Any vulnerability discovered after 2015 is permanent. There is no patch coming — your data and users stay exposed by design.

compliance

Compliance gaps

HIPAA, PCI-DSS, and SOC 2 require encryption, audit logging, and access controls that VFP cannot provide natively. Auditors increasingly flag it.

talent

Vanishing talent

The FoxPro developer pool shrinks every year. When your maintainer retires, replacing them is slow, expensive, and sometimes impossible.

hardware

Fragile compatibility

32-bit binaries, aging drivers, printing, and OS policy changes all chip away at compatibility — and nothing will be fixed upstream.

scale

Scalability ceiling

File-based DBF tables hit hard limits under concurrent users and growing data volumes. A modern database removes that ceiling entirely.

mobility

Desktop & Windows lock-in

VFP runs on Windows desktops only. Remote work, tablets, and mobile access are unsupported, while competitors move to the browser.

The honest math

The cost of doing nothing isn't zero

"It still works" feels free, but staying on VFP carries a real, rising bill that rarely shows up on a single line item:

Migrating deliberately, while the system is stable and the people who understand it are still around, is almost always the cheaper path. The most expensive migration is the one you're forced into.

Your options

What can replace Visual FoxPro?

The goal isn't a like-for-like desktop clone — it's a supported, browser-accessible system that keeps your business logic and removes VFP's risks.
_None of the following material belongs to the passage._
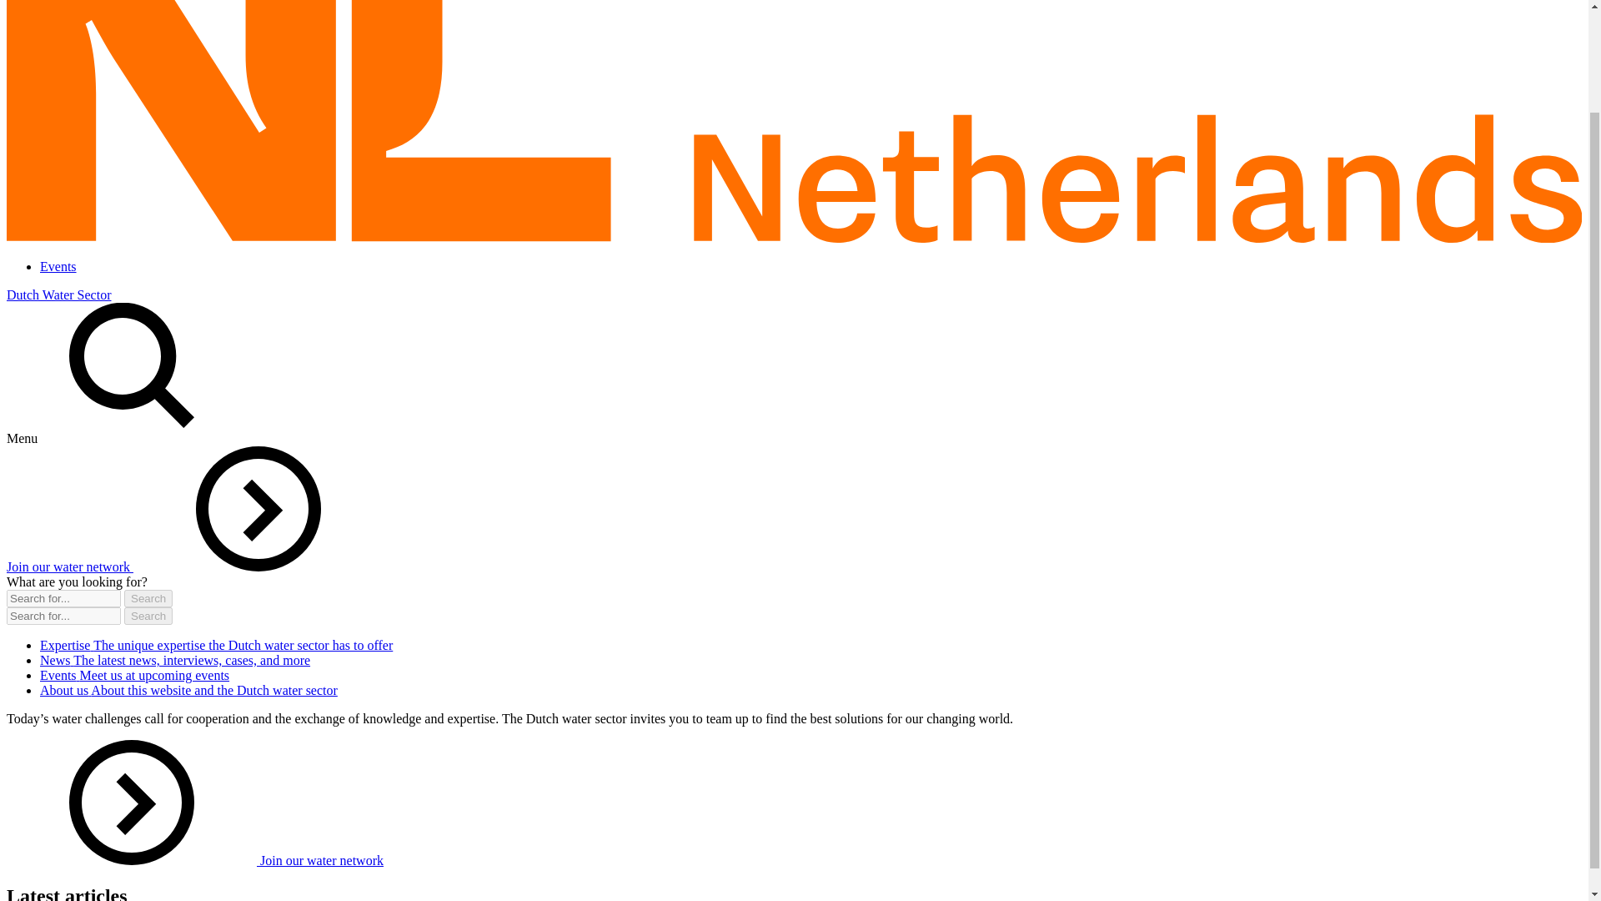 Image resolution: width=1601 pixels, height=901 pixels. Describe the element at coordinates (195, 860) in the screenshot. I see `Join our water network` at that location.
If you're not sure which path fits, that's normal — and it's exactly what a structured assessment resolves. We map your application, then recommend the lowest-risk route, often starting with a read-only data layer so you see value before committing to a full migration.

FAQ

Visual FoxPro end of life — common questions

Is Visual FoxPro dead?
As a supported product, yes. Microsoft announced in 2007 that VFP 9 would be the final version, mainstream support ended in January 2010, and extended support ended on January 13, 2015. There are no more security patches, compatibility updates, or new versions. Applications written in VFP still run, but the platform itself is end-of-life.
Will my Visual FoxPro application stop working?
Not on a fixed date. Existing VFP applications continue to run on current Windows in most cases. The risk is gradual and compounding: each Windows update, hardware refresh, or security requirement can break compatibility, and because the platform is unsupported, nothing will be fixed. The danger is not a single failure date — it is the rising probability of an unfixable failure over time.
Can I still run Visual FoxPro on Windows 11?
Often, yes — many VFP9 applications still run on Windows 10 and 11. But it is unsupported, 32-bit, and increasingly fragile around drivers, printing, security policy, and modern authentication. Running it is a tolerated workaround, not a supported configuration, and it cannot meet modern compliance requirements.
What can replace Visual FoxPro?
A modern web application on a supported stack — typically .NET/C# or an open-source stack like Go or Node.js, with SQL Server or PostgreSQL replacing DBF files. Rather than a like-for-like desktop replacement, the goal is a browser-accessible, cloud-ready system that preserves your business logic while removing VFP's risks.
How much does it cost to migrate off Visual FoxPro?
Cost scales with application size and complexity, and the right comparison is against the cost of staying — compounding security exposure, compliance gaps, and the rising expense of scarce FoxPro talent. F8 Labs provides a free assessment with a fixed scope and phased plan so the investment is clear before any commitment.

Make the move on your own timeline

The cheapest migration is a planned one. Get a free assessment and a clear, phased plan — while your system is stable and the people who understand it are still here.